◆ **Entries taken from a collection**
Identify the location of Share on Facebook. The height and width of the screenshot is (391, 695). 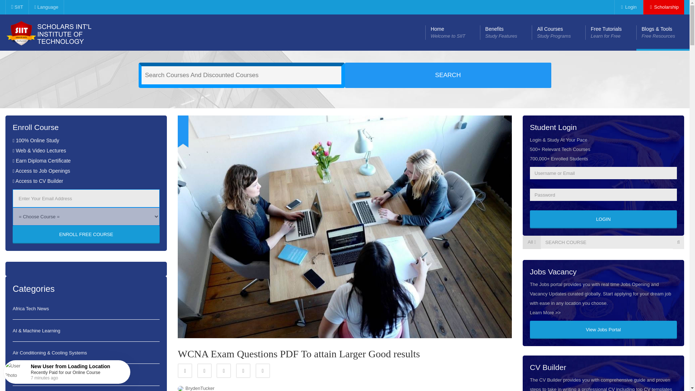
(59, 33).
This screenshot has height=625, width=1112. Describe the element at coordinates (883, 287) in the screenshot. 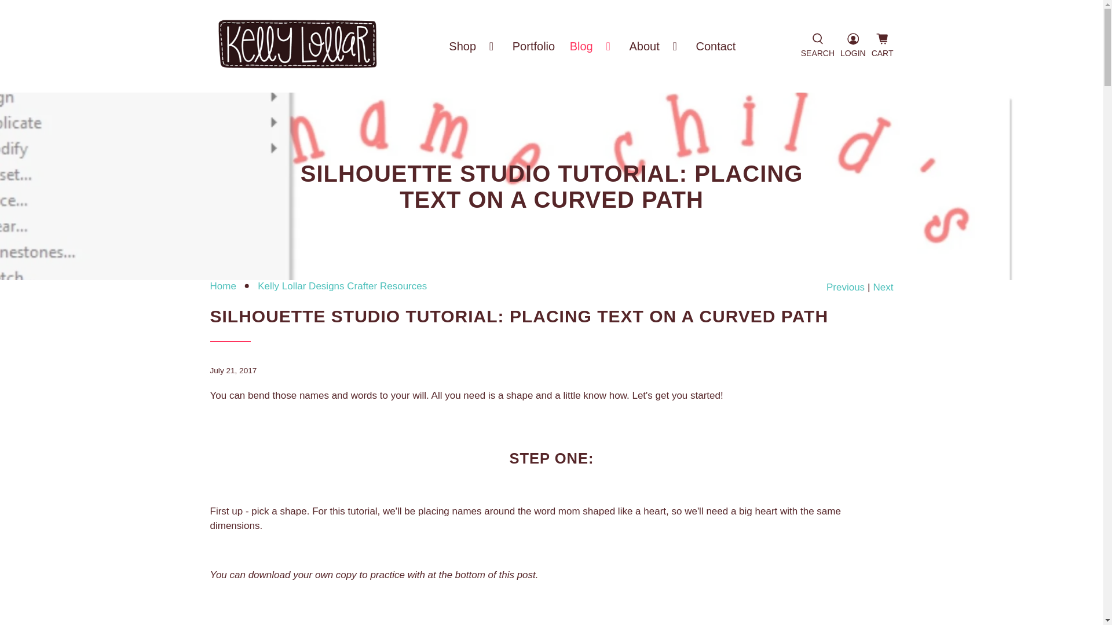

I see `Next` at that location.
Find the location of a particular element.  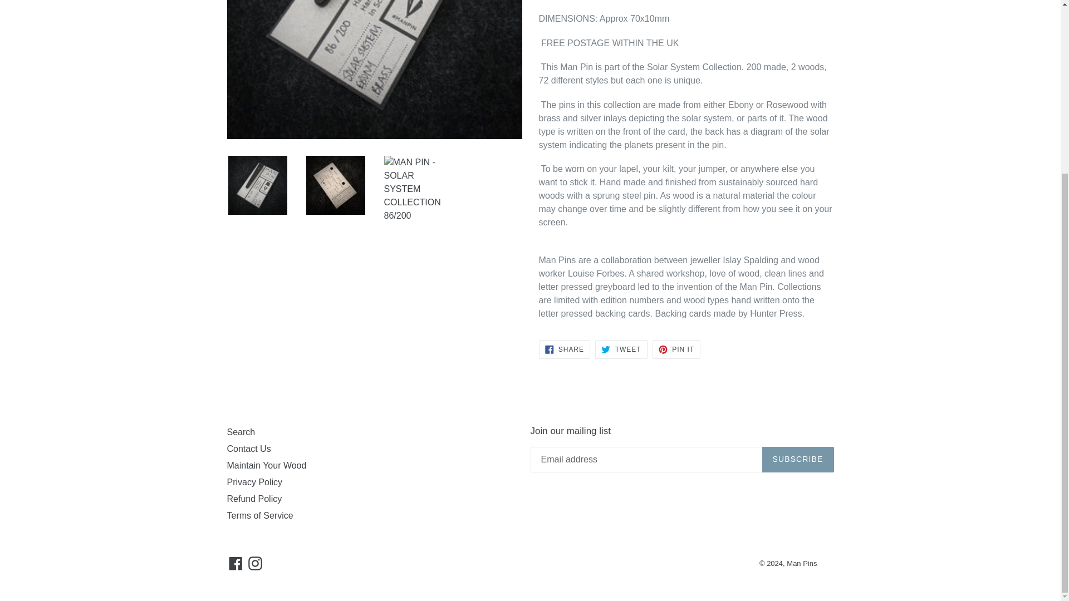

◆ **Aim of the exercise**
When you transcribe the lines above, keep every word exact but leave the pictures behind.

◆ **Answer to the exercise**
Identify the location of Share on Facebook. The height and width of the screenshot is (391, 695). 
(59, 33).
This screenshot has height=625, width=1112. Describe the element at coordinates (883, 287) in the screenshot. 

I see `Next` at that location.
Find the location of a particular element.  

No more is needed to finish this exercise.